Cape Canaveral, Florida — NASA veteran Peggy Whitson, now a private astronaut, blasted off on her fifth spaceflight early Wednesday, leading a diverse crew that includes the first astronauts from India, Poland, and Hungary to visit the International Space Station (ISS). The mission, organized by Axiom Space and launched aboard a SpaceX Falcon 9 rocket, marks another milestone in the era of commercial spaceflight.
The Axiom-4 crew lifted off from NASA’s Kennedy Space Center at 2:30 a.m. EDT, their Crew Dragon capsule piercing the night sky with a fiery trail. The team—comprising Whitson (65, USA), Shubhanshu Shukla (39, India), Sławosz Uznański-Wiśniewski (41, Poland), and Tibor Kapu (33, Hungary)—will spend 14 days conducting microgravity experiments aboard the ISS. For India, Poland, and Hungary, this mission represents their first crewed spaceflight in over 40 years and their debut on the ISS.
Whitson, a record-holding astronaut with 675 days in space, previously made history as the first woman to command the ISS twice and NASA’s first female chief astronaut. Now leading Axiom’s human spaceflight efforts, she returns to orbit as the oldest woman in space—proving that experience transcends age. Meanwhile, Shukla’s flight is a stepping stone for India’s Gaganyaan program, which aims to launch its first crewed mission by 2027.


* **What this task involves**: Start at the top of the records below and copy them exactly to the end.

- - -

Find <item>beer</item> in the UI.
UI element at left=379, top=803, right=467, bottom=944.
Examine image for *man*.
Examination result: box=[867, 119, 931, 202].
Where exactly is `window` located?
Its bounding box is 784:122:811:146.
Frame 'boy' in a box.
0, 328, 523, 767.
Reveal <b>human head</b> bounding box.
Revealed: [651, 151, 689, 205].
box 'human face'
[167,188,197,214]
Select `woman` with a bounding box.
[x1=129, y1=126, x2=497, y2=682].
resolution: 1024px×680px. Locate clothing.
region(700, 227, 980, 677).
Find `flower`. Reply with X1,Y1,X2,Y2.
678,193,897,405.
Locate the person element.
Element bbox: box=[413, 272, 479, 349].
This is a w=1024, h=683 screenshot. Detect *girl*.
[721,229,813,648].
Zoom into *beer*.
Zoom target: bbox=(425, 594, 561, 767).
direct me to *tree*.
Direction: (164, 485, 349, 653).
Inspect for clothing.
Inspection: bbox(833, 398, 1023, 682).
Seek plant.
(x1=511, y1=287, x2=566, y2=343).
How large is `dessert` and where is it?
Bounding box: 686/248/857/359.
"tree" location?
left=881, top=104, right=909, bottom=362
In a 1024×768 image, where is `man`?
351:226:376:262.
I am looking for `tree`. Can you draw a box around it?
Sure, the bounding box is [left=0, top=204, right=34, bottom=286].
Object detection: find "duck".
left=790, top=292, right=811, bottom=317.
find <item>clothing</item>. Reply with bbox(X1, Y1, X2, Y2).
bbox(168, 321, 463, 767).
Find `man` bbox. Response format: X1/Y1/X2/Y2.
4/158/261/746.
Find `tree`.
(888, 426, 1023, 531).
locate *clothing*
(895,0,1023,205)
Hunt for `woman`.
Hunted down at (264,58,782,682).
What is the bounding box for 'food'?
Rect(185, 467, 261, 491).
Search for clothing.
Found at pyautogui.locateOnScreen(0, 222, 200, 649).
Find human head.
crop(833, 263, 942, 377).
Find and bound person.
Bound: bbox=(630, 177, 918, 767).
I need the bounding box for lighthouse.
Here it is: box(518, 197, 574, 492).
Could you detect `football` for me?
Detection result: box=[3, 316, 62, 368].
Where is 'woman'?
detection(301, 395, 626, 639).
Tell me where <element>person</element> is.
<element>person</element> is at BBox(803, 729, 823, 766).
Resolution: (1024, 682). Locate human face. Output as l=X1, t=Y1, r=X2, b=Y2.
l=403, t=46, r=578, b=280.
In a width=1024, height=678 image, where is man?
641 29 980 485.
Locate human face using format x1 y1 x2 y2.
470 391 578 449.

- - -

* **Response to this exercise**:
Find <item>beer</item> in the UI.
UI element at left=379, top=803, right=467, bottom=944.
Examine image for *man*.
Examination result: box=[867, 119, 931, 202].
Where exactly is `window` located?
Its bounding box is 784:122:811:146.
Frame 'boy' in a box.
0, 328, 523, 767.
Reveal <b>human head</b> bounding box.
Revealed: [651, 151, 689, 205].
box 'human face'
[167,188,197,214]
Select `woman` with a bounding box.
[x1=129, y1=126, x2=497, y2=682].
resolution: 1024px×680px. Locate clothing.
region(700, 227, 980, 677).
Find `flower`. Reply with X1,Y1,X2,Y2.
678,193,897,405.
Locate the person element.
Element bbox: box=[413, 272, 479, 349].
This is a w=1024, h=683 screenshot. Detect *girl*.
[721,229,813,648].
Zoom into *beer*.
Zoom target: bbox=(425, 594, 561, 767).
direct me to *tree*.
Direction: (164, 485, 349, 653).
Inspect for clothing.
Inspection: bbox(833, 398, 1023, 682).
Seek plant.
(x1=511, y1=287, x2=566, y2=343).
How large is `dessert` and where is it?
Bounding box: 686/248/857/359.
"tree" location?
left=881, top=104, right=909, bottom=362
In a 1024×768 image, where is `man`?
351:226:376:262.
I am looking for `tree`. Can you draw a box around it?
Sure, the bounding box is [left=0, top=204, right=34, bottom=286].
Object detection: find "duck".
left=790, top=292, right=811, bottom=317.
find <item>clothing</item>. Reply with bbox(X1, Y1, X2, Y2).
bbox(168, 321, 463, 767).
Find `man` bbox. Response format: X1/Y1/X2/Y2.
4/158/261/746.
Find `tree`.
(888, 426, 1023, 531).
locate *clothing*
(895,0,1023,205)
Hunt for `woman`.
Hunted down at (264,58,782,682).
What is the bounding box for 'food'?
Rect(185, 467, 261, 491).
Search for clothing.
Found at pyautogui.locateOnScreen(0, 222, 200, 649).
Find human head.
crop(833, 263, 942, 377).
Find and bound person.
Bound: bbox=(630, 177, 918, 767).
I need the bounding box for lighthouse.
Here it is: box(518, 197, 574, 492).
Could you detect `football` for me?
Detection result: box=[3, 316, 62, 368].
Where is 'woman'?
detection(301, 395, 626, 639).
Tell me where <element>person</element> is.
<element>person</element> is at BBox(803, 729, 823, 766).
Resolution: (1024, 682). Locate human face. Output as l=X1, t=Y1, r=X2, b=Y2.
l=403, t=46, r=578, b=280.
In a width=1024, height=678 image, where is man?
641 29 980 485.
Locate human face using format x1 y1 x2 y2.
470 391 578 449.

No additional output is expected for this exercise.